‘The One’ review: dating app thriller targets ‘Black Mirror’ fans but fails to match

If you’re a fan of lines of dialogue like “You wouldn’t know love if it shat in your mouth” and “I like a circumcised dick. Shit, I’m out of chilli flakes”, then Netflix has the perfect show for you. The One is their latest drama, about a world in which people can use the eponymous dating service to be united with their genetically perfect ‘match’ – the person they are guaranteed to fall in love with. Unfortunately, while this is a fascinating premise (the credit for which goes to John Marrs, who wrote the original novel), the series is badly acted, bored of its own concept, and written by someone who doesn’t seem to have ever heard human beings talk.

It doesn’t bode well from the off, with a speech given by ‘The One’ founder Rebecca Webb (Hannah Ware) evoking wholly unrealistic responses from the audience. Webb thinks that “we deserve the fairytale” and has become unspeakably rich by giving it to people. While Ware’s monotonous delivery and soulless character may faithfully represent the kind of psychopathy necessary to become a tech CEO, it does mean that Webb is tediously boring from the beginning, and impossible for the audience to sympathise with.

We learn that The One is controversial, proving irresistible to millions of people but also – understandably – causing a spike in divorce rates. “All this ‘Move fast, break things’ bullshit. The things you break, other people have to fix,” says a government minister. In flashbacks we see that the ruthless Webb is hiding some incredibly worrying details about the way she founded the company. Three plots then interweave over the show’s eight episodes. One follows Webb’s attempts to bury the skeletons in her past; the other – so dull it is difficult to put it into words – concerns the love life of the policewoman sniffing around Webb; and one, the best by a country mile, is about the fallout of a wife meeting her husband’s match in secret.

Obviously, comparisons to Black Mirror abound. But these comparisons only make you appreciate how good Black Mirror actually was. With a few exceptions, the acting in The One is a struggle to watch, and the script reads like it has been poorly translated from another language. For some reason everyone is absurdly open about sex – see the circumcision line but also a woman telling her colleague “I enjoy sex with lots of different people” – while also being faintly disgusted whenever someone announces they’re popping out for a wee.

The One

In other hands, this concept could certainly have made for a wonderful TV show. The conceit cannot be faulted; the implications of a dating app like The One would be radical. But The One, intent on being a crime drama whose premise has almost nothing to do with the dating service, squanders this opportunity in a misguided attempt to fill the screen with dead bodies. It is like giving up most of the pages of Harry Potter to a story about Muggles, who aren’t really aware that magic exists.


Your task:
Produce word for word the lines of the data below running from the one that has "You are a GUI" to the one that has "Image resolution: width=1141", inclusive, and no others.

Data supplied:
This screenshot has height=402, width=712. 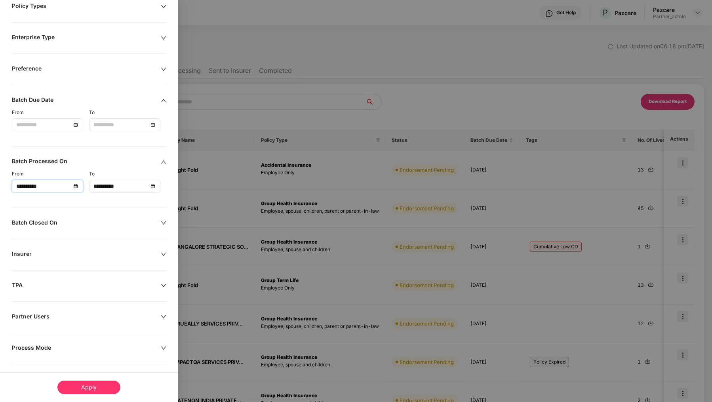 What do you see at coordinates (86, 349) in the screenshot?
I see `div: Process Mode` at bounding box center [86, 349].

...

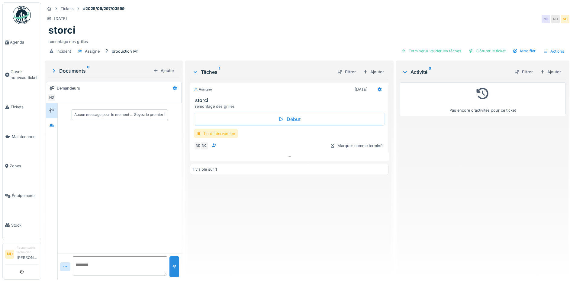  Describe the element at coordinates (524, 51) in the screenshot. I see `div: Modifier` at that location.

...

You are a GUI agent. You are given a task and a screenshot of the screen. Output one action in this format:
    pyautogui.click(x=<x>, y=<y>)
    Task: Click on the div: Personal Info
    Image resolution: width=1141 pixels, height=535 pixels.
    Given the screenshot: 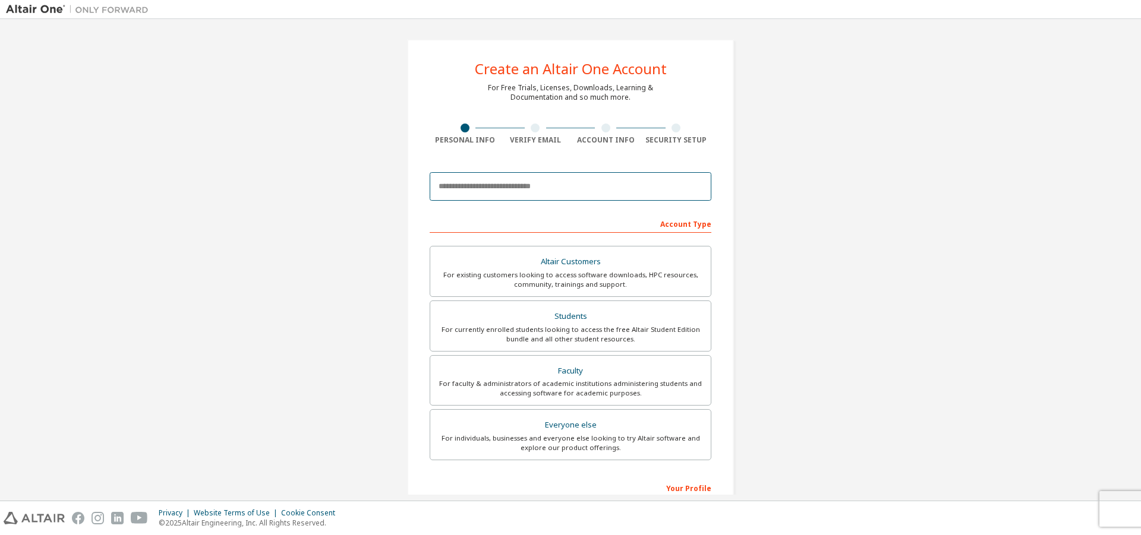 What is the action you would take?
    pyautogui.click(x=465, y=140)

Completed exercise:
You are a GUI agent. You are given a task and a screenshot of the screen. Output one action in this format:
    pyautogui.click(x=<x>, y=<y>)
    Task: Click on the div: Personal Info
    Image resolution: width=1141 pixels, height=535 pixels.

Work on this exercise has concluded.